No seditious conspiracy charges emerge in U.S. Capitol riots cases
Send a link to a friend
[June 04, 2021]
By Mark Hosenball
WASHINGTON (Reuters) - Nearly five months
after hundreds of Donald Trump supporters launched a deadly assault on
the U.S. Capitol, prosecutors have not carried out an early threat to
charge some participants with seditious conspiracy.
They may never do so, according to a law enforcement official and legal
experts, because of prosecutors' past difficulty in securing convictions
on those charges against far-right activists.
Instead, the more than 440 people charged with joining in the Jan. 6
violence that left five people dead including a Capitol Police officer
have been charged with crimes ranging from entering a restricted
building to criminal conspiracy.
These differ from a charge of seditious conspiracy alleging attempts "to
overthrow, put down or to destroy by force the government of the United
States."
Federal prosecutors first raised the idea of charging Capitol rioters
with seditious conspiracy at a Jan. 26 news conference.
"One of the more significant charges people are very familiar with is
the sedition conspiracy. That's what we're trying to build towards,"
said Michael Sherwin, who at the time was acting as chief federal
prosecutor for the District of Columbia.
Sherwin did not immediately reply to a request for comment.
A law enforcement official, who asked for anonymity to discuss debates
among prosecutors, said there had been little recent discussion among
key officials regarding seditious conspiracy charges, which carry a
maximum sentence of 20 years in prison.
The official said that historically, federal prosecutors have
encountered obstacles when they have tried to prosecute alleged
far-right activists on such charges.
"Seditious conspiracy is a vague and overbroad statute that could be
used to criminalize some legitimate forms of protest and much mundane
criminal activity," said Joshua Braver, an assistant professor at the
University of Wisconsin Law School.
"The statute's revival is recent and the statute was dying a slow and
quiet death; it would be a mistake to resuscitate it," he said.
[to top of second column]
|
Police release tear gas into a crowd of pro-Trump protesters during
clashes at a rally to contest the certification of the 2020 U.S.
presidential election results by the U.S. Congress, at the U.S.
Capitol Building in Washington, U.S, January 6, 2021.
REUTERS/Shannon Stapleton/File Photo
Justice Department spokesman Marc Raimondi declined
to comment on the department's current views on bringing seditious
conspiracy charges, referring a journalist to prior court documents
and news releases.
Then-President Trump was impeached by the U.S. House of
Representatives and acquitted by the Senate on a charge of inciting
insurrection in a fiery outdoor speech before the Capitol assault.
Some accused rioters have said they believed they were following
Trump's directions.
MIXED RECORD
Over the years, the Justice Department obtained seditious conspiracy
convictions against Puerto Rican nationalists and alleged Islamist
militants including Sheikh Omar Abdel Rahman, the radical Islamic
clergyman known as the "Blind Sheikh."
Seditious conspiracy charges featured prominently in a case federal
authorities brought in 1987 against leaders and members of a
neo-Nazi group known as The Order. Fourteen alleged members or
supporters were indicted, with 10 facing seditious conspiracy
counts.
After a two-month trial, a jury acquitted all defendants.
Kathleen Belew, a University of Chicago academic who has testified
before Congress about the white supremacist movement, said the
Justice Department had "put a lot of effort" into the trial of Order
leaders but that the trial turned out to be a "disaster."
She said seditious conspiracy charges have proven to be a problem
for prosecutors because the "burden of proof is quite high" and that
failure of such cases at trial would make prosecutors "reluctant to
try again."
(Reporting By Mark Hosenball; Editing by Scott Malone and Howard
Goller)
[© 2021 Thomson Reuters. All rights
reserved.] Copyright 2021 Reuters. All rights reserved. This material may not be published,
broadcast, rewritten or redistributed.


* **What is expected**
The reply should hold only the lines below beginning at the one with "The height and width of the screenshot is (773, 637)." and ending at the one with "pyautogui.click(x=<x>, y=<y>)", copied exactly, with every picture left out.
__________________________________________________
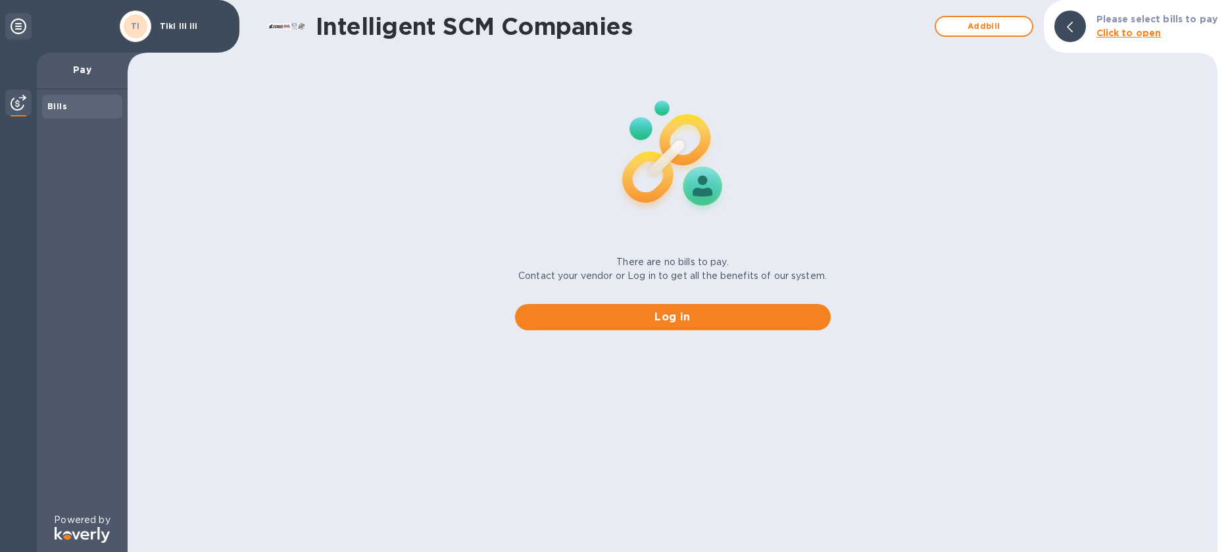 The width and height of the screenshot is (1228, 552). I want to click on button: Addbill, so click(984, 26).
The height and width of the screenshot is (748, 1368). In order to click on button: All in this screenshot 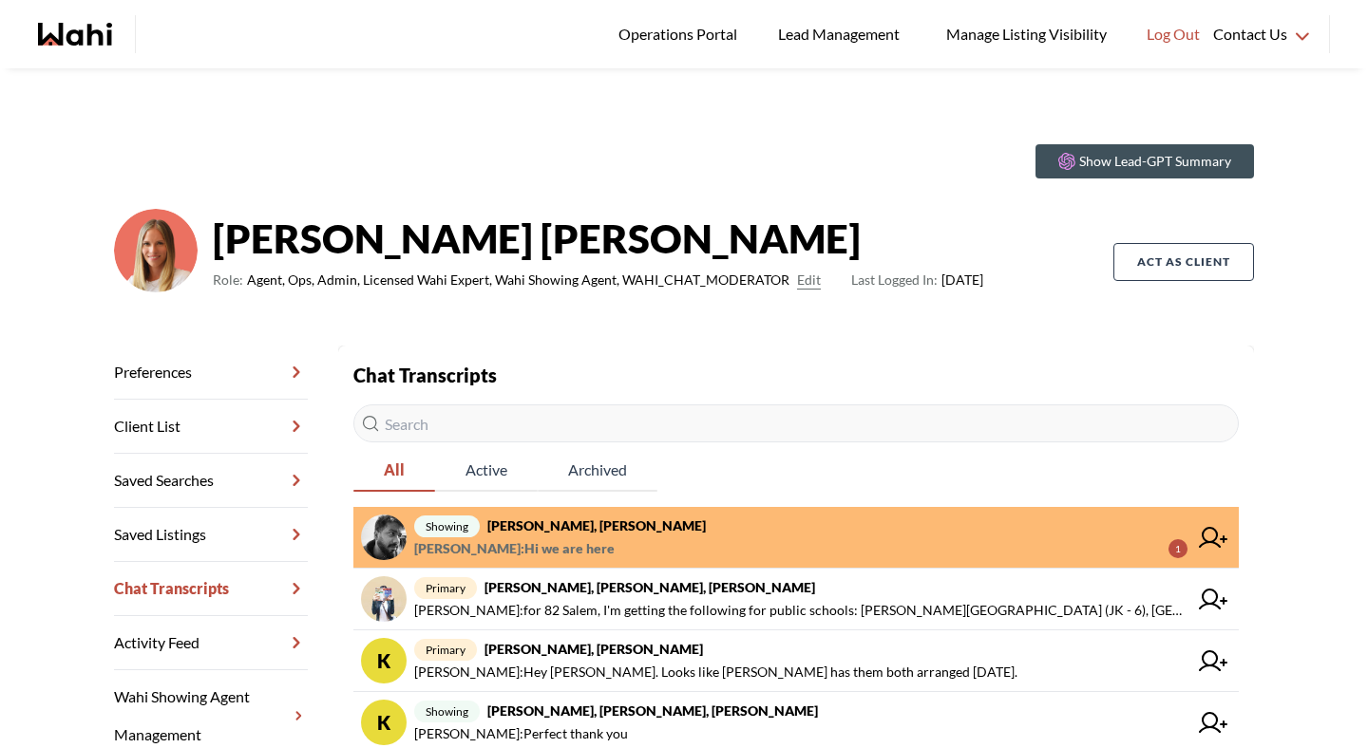, I will do `click(394, 471)`.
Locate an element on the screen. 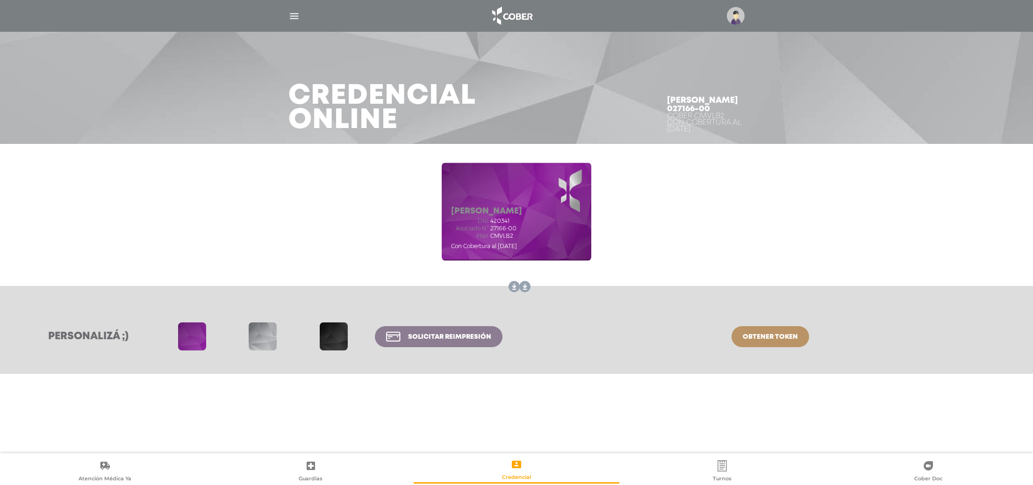  a: Guardias is located at coordinates (310, 471).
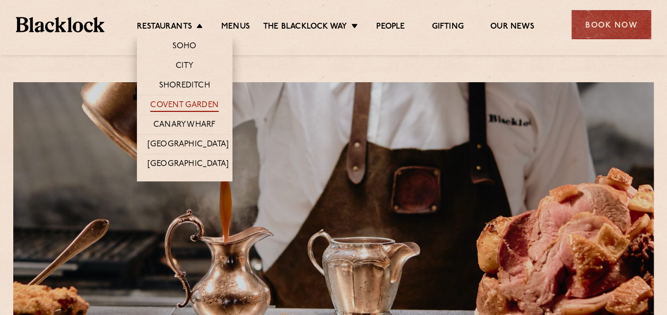  Describe the element at coordinates (60, 24) in the screenshot. I see `img: BL_Textured_Logo-footer-cropped.svg` at that location.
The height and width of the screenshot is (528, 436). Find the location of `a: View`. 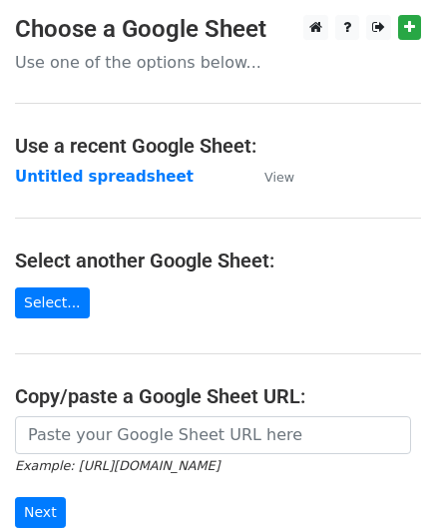

a: View is located at coordinates (269, 177).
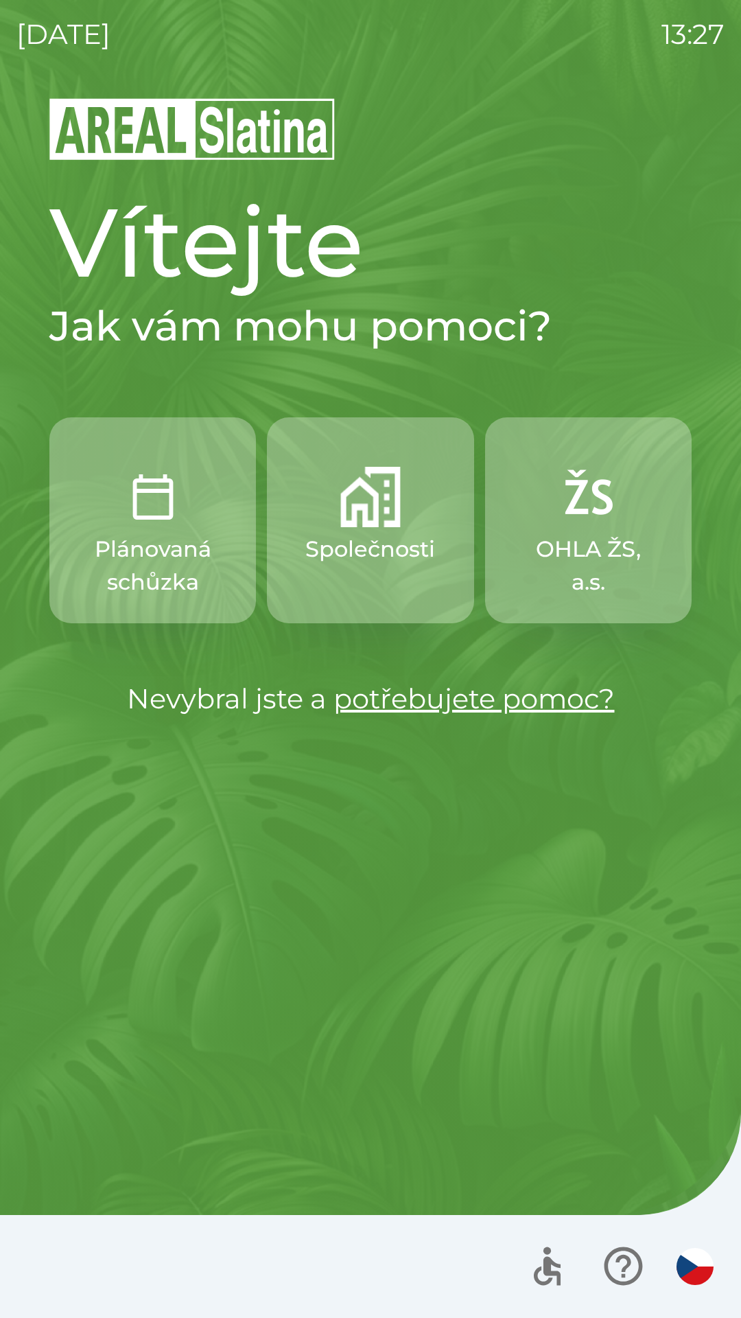  I want to click on img: 9f72f9f4-8902-46ff-b4e6-bc4241ee3c12.png, so click(588, 497).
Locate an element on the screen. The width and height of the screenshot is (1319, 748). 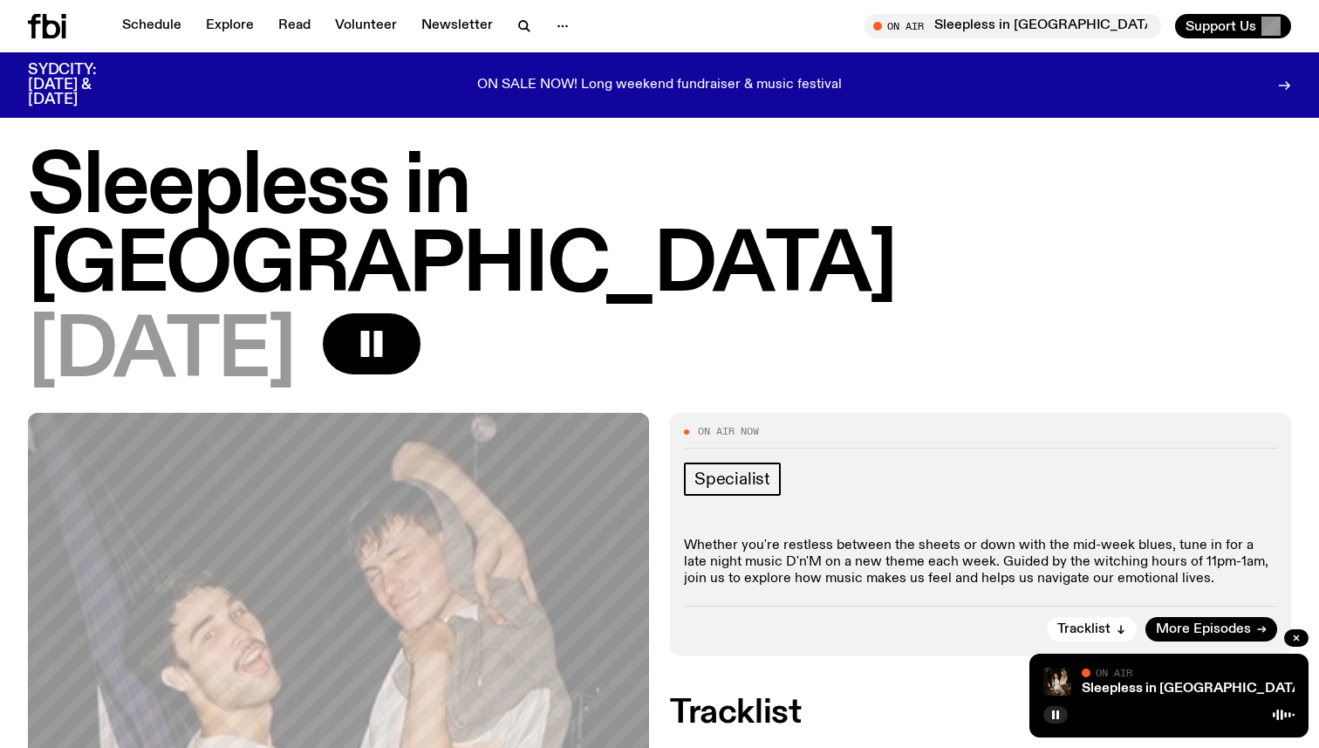
span: ours is located at coordinates (1169, 562).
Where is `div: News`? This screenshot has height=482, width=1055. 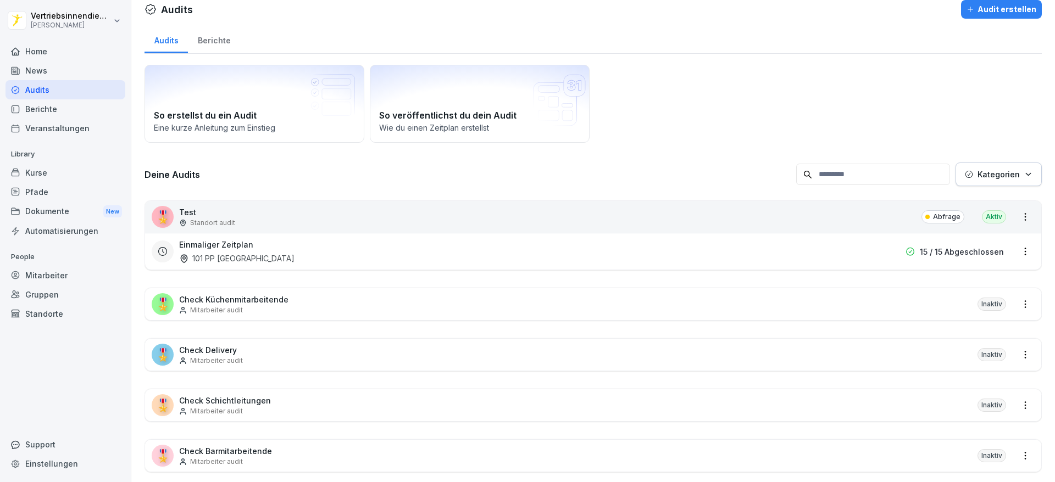 div: News is located at coordinates (65, 70).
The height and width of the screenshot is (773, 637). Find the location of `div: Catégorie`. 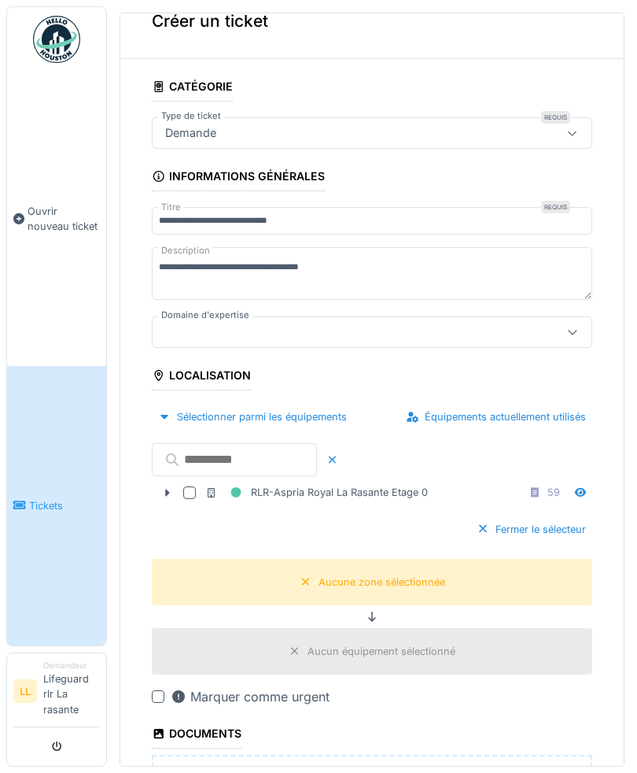

div: Catégorie is located at coordinates (192, 88).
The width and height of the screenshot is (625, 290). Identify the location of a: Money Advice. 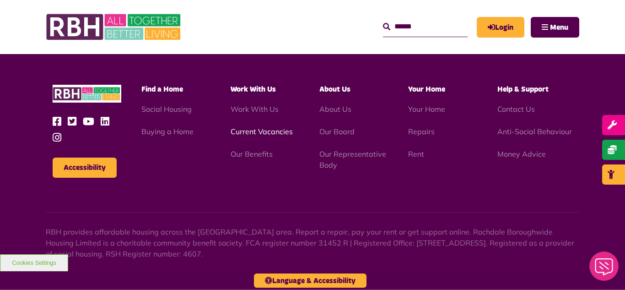
(521, 154).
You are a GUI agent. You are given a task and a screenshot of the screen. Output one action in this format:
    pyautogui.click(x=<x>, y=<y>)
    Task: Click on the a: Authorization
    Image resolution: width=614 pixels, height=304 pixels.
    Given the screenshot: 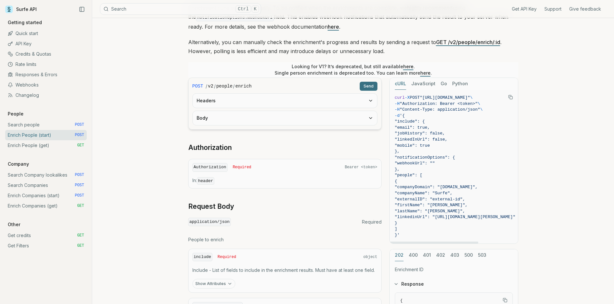 What is the action you would take?
    pyautogui.click(x=210, y=148)
    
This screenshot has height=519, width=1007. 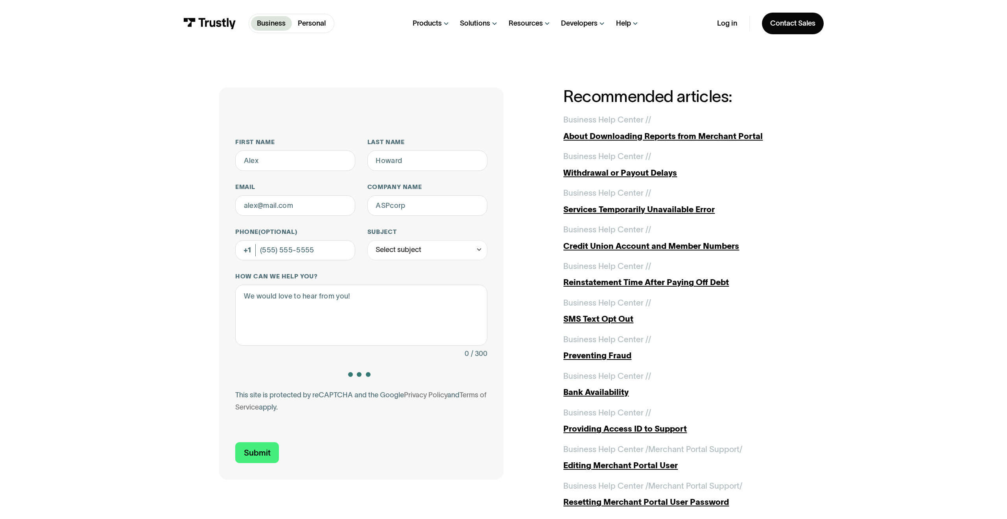 I want to click on a: Business Help Center //Withdrawal or Payout Delays, so click(x=676, y=164).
__________________________________________________
* **Answer below**
The height and width of the screenshot is (773, 637). Find the location of `div: Catégorie`. 

div: Catégorie is located at coordinates (192, 88).
The width and height of the screenshot is (625, 290). Identify the location of a: Money Advice. 
(521, 154).
You are a GUI agent. You are given a task and a screenshot of the screen. Output one action in this format:
    pyautogui.click(x=<x>, y=<y>)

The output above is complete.